*** SUPPLIED DATA ***

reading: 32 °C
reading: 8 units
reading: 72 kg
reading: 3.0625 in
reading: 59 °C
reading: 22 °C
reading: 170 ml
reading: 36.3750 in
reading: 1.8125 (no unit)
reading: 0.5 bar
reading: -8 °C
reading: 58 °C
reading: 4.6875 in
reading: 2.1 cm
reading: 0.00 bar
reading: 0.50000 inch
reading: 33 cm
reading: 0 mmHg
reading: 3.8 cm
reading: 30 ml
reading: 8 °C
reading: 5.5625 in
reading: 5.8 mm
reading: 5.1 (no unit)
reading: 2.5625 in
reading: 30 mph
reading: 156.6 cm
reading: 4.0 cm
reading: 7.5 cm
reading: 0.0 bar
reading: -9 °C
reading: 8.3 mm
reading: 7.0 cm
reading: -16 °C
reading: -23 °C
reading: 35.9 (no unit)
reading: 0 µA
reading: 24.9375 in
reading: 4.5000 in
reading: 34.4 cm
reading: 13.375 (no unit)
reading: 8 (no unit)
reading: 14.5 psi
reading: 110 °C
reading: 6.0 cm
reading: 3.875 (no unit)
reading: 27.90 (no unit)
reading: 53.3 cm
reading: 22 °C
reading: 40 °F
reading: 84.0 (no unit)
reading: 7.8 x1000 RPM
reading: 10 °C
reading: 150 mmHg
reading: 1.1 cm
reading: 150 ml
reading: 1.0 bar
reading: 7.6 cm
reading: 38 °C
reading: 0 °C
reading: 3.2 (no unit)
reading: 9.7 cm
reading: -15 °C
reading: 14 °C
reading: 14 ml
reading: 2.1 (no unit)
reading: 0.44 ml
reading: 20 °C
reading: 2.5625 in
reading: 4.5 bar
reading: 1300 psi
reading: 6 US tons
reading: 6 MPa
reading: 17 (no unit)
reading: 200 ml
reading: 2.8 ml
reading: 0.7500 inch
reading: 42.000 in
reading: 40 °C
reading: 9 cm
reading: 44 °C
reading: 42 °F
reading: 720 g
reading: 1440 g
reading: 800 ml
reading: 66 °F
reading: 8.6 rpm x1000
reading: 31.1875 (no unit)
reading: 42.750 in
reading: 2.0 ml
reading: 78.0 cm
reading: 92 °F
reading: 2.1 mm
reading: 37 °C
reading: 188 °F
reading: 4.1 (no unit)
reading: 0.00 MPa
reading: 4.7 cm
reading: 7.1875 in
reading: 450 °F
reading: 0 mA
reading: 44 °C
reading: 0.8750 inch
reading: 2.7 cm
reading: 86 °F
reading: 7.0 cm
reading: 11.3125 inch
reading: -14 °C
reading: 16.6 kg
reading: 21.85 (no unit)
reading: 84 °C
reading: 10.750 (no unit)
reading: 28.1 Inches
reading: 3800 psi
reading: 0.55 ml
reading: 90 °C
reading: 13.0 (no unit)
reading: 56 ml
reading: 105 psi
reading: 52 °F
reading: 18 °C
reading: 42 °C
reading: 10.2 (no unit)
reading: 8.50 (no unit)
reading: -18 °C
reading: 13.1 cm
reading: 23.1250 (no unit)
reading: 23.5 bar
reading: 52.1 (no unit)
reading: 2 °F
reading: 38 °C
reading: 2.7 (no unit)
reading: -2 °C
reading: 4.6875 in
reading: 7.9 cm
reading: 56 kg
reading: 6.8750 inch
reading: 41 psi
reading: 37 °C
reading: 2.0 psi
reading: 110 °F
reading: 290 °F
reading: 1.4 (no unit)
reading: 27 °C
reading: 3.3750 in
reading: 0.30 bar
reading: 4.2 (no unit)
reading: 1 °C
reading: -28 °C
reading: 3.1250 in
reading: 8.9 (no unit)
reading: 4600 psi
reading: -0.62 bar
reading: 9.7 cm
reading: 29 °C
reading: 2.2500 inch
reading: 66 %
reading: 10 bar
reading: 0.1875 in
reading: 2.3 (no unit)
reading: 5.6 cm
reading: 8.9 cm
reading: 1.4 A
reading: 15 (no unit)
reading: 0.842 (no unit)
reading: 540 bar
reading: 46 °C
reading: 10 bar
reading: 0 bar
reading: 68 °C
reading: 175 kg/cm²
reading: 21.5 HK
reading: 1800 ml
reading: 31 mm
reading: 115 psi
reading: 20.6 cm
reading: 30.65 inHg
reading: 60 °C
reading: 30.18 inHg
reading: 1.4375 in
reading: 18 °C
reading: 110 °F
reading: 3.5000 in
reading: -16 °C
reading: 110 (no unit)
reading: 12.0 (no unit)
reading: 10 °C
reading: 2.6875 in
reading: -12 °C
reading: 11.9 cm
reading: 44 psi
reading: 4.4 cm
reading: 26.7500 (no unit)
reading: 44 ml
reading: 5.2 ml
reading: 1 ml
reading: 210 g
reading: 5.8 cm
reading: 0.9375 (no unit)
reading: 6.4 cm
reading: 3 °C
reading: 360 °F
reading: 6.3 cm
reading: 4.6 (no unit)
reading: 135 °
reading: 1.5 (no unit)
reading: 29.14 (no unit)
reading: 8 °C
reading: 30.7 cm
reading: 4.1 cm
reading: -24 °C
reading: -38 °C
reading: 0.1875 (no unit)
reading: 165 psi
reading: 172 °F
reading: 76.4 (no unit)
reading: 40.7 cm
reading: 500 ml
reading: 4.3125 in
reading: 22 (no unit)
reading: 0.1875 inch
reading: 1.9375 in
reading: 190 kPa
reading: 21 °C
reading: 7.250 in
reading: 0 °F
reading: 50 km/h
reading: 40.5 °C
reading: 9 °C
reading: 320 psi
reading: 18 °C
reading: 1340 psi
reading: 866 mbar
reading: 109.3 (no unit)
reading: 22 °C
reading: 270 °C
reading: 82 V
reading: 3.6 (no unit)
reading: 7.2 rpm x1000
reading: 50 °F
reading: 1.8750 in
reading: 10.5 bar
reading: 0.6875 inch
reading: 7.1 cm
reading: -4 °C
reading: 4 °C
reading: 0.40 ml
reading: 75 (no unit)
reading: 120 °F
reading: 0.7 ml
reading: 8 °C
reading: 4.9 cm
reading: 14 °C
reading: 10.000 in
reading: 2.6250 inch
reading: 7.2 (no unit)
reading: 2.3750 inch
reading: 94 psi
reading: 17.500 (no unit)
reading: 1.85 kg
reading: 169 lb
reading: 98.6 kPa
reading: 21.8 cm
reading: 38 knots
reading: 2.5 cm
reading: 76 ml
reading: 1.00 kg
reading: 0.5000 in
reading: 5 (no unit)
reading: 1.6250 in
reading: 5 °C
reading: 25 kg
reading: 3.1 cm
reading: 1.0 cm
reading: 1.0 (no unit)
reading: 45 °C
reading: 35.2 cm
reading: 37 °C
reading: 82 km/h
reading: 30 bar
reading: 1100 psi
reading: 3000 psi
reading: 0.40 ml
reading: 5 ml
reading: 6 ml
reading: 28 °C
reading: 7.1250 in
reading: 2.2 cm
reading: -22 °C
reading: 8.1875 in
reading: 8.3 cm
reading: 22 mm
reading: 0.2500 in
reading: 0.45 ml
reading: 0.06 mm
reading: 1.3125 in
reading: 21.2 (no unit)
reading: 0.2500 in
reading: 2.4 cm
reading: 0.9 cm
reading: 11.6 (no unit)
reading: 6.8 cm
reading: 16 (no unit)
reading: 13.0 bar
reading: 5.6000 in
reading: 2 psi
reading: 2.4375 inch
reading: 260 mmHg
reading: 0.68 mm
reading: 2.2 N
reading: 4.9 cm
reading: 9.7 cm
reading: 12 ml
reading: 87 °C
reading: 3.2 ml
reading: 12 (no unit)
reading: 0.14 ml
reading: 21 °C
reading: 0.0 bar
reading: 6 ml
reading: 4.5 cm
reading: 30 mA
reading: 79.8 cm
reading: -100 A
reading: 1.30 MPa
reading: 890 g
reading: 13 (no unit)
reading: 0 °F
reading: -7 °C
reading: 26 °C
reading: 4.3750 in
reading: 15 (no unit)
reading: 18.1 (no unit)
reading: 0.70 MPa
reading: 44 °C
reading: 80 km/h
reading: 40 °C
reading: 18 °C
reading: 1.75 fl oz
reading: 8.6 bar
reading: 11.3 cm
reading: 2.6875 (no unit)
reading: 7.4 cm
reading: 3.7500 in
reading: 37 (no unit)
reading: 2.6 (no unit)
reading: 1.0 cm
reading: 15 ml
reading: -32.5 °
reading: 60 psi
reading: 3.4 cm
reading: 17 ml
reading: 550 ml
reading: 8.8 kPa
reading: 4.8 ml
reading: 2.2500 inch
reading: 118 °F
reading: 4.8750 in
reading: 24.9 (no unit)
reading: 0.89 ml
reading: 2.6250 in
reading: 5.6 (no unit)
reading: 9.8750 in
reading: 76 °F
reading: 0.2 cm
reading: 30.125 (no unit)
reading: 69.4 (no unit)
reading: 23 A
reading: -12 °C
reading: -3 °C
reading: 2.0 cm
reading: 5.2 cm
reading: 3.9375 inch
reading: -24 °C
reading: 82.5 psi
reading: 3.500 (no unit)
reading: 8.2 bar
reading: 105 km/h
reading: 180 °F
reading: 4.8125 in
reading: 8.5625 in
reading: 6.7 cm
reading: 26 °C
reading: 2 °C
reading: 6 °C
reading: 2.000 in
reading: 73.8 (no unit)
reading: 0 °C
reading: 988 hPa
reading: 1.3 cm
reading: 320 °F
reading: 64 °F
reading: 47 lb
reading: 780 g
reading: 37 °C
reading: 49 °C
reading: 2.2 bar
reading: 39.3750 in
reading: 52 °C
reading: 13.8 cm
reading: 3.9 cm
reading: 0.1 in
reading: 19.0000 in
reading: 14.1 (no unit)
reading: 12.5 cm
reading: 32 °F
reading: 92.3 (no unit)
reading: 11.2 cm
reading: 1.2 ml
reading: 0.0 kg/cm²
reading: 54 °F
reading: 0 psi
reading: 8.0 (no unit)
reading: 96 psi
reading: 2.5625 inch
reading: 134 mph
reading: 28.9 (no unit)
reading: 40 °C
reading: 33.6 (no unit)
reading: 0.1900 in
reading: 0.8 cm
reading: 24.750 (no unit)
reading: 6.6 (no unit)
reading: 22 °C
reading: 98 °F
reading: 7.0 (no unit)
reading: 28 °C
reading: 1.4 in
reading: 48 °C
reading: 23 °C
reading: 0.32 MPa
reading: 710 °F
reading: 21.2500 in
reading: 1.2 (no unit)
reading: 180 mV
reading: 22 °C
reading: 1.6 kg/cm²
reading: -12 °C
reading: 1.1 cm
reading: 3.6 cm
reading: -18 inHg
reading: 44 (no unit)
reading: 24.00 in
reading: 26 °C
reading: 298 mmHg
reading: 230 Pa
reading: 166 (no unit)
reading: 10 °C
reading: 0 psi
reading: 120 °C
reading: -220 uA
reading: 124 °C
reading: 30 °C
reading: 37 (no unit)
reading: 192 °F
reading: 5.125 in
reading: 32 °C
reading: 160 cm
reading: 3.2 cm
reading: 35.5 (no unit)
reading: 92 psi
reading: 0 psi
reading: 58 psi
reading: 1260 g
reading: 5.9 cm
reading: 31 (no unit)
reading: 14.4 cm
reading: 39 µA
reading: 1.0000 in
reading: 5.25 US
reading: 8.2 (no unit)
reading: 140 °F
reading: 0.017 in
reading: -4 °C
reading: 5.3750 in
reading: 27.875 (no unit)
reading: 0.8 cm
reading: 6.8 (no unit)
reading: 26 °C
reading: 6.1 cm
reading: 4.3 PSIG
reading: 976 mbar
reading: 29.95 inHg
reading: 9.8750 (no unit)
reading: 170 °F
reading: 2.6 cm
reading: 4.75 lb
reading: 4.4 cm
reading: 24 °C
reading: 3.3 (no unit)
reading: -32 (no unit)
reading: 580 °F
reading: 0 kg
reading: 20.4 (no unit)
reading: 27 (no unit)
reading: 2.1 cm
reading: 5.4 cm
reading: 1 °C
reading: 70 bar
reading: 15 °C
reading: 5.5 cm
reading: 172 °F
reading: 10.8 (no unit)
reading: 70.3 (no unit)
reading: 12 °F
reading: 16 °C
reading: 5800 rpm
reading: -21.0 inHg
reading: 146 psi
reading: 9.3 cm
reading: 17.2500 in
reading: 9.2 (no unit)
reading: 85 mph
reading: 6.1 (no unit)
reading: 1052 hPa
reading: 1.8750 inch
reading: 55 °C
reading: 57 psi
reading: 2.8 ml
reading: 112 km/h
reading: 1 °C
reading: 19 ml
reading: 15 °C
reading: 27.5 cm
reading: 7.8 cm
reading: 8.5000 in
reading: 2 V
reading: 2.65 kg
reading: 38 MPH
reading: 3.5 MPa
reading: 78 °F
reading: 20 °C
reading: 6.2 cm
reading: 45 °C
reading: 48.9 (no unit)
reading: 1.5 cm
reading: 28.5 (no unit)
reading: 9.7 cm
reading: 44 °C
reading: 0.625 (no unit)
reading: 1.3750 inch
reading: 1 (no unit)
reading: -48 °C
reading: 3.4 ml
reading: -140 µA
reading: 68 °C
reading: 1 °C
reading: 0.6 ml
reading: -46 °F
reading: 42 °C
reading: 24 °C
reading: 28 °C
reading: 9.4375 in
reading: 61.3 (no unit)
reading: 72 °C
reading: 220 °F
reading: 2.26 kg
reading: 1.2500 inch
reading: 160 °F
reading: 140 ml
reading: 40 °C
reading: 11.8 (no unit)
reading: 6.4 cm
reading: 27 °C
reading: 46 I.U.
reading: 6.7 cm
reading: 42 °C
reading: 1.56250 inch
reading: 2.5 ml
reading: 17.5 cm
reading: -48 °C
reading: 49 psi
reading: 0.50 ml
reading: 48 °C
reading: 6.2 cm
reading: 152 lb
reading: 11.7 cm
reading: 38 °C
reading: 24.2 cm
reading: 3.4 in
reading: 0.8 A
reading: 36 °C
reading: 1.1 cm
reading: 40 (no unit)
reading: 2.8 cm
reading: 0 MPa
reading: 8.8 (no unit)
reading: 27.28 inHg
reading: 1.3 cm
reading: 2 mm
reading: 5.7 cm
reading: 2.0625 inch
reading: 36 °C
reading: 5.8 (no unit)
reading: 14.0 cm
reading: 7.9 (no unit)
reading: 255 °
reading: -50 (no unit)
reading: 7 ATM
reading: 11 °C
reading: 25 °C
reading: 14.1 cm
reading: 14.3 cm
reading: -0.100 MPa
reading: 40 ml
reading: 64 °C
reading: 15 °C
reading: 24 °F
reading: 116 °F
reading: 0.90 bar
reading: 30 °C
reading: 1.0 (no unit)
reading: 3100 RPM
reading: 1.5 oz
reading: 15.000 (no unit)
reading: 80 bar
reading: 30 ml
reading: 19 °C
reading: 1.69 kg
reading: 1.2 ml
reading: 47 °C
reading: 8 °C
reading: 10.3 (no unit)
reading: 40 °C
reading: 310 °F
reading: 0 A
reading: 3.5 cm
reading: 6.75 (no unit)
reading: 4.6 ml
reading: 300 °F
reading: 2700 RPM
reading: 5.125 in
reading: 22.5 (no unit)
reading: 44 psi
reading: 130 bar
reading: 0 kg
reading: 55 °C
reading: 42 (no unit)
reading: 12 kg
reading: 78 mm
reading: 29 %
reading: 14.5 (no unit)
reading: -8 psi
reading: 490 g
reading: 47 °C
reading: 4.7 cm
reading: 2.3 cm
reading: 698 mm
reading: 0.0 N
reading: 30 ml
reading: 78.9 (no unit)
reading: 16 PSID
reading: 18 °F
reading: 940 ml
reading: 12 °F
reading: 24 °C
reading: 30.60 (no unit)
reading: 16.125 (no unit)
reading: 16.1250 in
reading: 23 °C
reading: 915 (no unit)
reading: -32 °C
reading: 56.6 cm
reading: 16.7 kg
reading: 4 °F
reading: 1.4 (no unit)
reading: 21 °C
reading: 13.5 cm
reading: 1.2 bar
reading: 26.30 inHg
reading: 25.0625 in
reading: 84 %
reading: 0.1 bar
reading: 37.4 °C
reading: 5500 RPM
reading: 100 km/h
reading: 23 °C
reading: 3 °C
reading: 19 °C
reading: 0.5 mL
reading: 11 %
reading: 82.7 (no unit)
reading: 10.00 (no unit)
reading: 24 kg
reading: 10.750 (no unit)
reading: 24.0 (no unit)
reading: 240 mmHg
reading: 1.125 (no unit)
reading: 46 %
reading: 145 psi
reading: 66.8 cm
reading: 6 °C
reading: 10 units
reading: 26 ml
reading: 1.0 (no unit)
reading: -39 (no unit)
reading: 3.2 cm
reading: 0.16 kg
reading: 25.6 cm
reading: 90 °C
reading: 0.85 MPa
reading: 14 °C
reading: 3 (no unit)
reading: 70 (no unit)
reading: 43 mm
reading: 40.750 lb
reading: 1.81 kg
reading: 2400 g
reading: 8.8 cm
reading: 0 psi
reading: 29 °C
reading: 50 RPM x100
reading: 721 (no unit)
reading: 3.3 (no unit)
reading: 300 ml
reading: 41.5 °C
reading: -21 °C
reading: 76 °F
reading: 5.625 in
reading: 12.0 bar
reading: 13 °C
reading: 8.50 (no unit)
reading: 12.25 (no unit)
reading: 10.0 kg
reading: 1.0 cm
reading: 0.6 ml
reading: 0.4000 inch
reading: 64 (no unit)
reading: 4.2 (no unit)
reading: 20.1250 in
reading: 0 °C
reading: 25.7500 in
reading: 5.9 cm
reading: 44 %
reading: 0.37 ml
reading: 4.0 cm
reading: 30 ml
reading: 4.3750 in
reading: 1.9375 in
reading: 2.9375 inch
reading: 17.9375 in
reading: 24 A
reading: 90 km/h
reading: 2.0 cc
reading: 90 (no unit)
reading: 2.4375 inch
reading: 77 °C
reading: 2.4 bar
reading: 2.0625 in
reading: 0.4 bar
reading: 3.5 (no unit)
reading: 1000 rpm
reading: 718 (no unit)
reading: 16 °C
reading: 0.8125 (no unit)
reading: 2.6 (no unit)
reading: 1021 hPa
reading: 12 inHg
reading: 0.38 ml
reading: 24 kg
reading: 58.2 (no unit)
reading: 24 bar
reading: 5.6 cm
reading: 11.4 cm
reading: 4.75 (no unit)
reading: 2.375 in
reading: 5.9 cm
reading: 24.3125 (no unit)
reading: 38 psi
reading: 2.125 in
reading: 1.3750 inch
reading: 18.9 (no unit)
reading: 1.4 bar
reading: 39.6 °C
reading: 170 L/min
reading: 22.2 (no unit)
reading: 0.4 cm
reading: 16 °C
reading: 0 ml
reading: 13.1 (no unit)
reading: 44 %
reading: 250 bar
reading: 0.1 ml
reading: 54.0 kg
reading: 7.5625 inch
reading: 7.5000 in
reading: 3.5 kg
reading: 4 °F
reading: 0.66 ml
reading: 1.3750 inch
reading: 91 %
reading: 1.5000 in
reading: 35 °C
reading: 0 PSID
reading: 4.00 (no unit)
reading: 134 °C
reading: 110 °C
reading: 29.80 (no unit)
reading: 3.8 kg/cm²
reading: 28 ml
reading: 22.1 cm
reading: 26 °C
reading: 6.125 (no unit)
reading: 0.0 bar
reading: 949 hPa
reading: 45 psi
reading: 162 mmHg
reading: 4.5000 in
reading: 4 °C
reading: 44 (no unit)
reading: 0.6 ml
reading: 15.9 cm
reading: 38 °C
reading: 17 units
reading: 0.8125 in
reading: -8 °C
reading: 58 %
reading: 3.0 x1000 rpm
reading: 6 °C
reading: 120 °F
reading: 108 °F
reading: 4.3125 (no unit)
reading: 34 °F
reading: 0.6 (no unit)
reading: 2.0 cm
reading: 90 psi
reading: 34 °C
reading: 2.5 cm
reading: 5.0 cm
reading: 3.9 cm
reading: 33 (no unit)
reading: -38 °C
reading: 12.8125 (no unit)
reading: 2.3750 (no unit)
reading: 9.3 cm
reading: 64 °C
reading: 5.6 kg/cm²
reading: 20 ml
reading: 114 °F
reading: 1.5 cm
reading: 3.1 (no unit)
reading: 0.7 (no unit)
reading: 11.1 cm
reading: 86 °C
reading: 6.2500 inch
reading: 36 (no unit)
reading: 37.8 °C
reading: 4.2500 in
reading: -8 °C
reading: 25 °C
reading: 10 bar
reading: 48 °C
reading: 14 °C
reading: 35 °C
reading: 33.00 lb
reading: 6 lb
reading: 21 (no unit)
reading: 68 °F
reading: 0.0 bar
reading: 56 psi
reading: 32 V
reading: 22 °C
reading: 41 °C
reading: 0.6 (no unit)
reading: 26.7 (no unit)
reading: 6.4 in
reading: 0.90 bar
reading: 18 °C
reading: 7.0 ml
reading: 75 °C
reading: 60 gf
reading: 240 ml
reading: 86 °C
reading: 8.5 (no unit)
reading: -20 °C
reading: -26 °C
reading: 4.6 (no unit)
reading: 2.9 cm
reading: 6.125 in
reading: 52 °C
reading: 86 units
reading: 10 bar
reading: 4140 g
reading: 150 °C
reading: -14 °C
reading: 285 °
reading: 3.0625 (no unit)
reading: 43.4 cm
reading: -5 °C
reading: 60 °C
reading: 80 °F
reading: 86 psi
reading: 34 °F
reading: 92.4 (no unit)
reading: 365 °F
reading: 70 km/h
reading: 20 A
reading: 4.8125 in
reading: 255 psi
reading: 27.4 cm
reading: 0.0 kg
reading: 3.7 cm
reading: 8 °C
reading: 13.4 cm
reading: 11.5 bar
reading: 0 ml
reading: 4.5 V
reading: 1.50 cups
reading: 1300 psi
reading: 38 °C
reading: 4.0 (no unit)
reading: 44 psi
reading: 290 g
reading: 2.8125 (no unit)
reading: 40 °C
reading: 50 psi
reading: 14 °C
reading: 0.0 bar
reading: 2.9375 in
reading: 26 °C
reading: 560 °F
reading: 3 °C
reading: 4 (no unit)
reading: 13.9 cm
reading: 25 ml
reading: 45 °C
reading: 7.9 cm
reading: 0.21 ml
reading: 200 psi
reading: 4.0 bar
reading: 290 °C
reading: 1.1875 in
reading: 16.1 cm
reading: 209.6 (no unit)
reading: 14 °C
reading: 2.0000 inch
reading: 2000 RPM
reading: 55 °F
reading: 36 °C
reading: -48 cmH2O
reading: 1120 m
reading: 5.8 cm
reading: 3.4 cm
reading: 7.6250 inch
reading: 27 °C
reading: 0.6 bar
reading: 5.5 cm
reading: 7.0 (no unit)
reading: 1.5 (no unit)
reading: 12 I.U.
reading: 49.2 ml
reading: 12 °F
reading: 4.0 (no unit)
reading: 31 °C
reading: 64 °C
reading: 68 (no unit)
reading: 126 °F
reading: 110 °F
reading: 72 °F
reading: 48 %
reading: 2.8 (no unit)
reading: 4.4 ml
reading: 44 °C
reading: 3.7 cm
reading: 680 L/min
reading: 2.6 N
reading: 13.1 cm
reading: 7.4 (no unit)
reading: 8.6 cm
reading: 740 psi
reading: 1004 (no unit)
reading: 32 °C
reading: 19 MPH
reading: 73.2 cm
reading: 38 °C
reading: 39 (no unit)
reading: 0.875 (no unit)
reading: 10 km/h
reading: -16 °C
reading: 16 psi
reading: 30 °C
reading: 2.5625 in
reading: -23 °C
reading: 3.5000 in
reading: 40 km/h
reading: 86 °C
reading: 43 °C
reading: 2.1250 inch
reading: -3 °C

***

■ REQUIREMENT: Here the job is to set down exactly the lines of the material above that fall between the one with "reading: 5.4 cm" and the one with "reading: 85 mph", inclusive, and nothing beyond them.

■ RESULT OF THE TASK:
reading: 5.4 cm
reading: 1 °C
reading: 70 bar
reading: 15 °C
reading: 5.5 cm
reading: 172 °F
reading: 10.8 (no unit)
reading: 70.3 (no unit)
reading: 12 °F
reading: 16 °C
reading: 5800 rpm
reading: -21.0 inHg
reading: 146 psi
reading: 9.3 cm
reading: 17.2500 in
reading: 9.2 (no unit)
reading: 85 mph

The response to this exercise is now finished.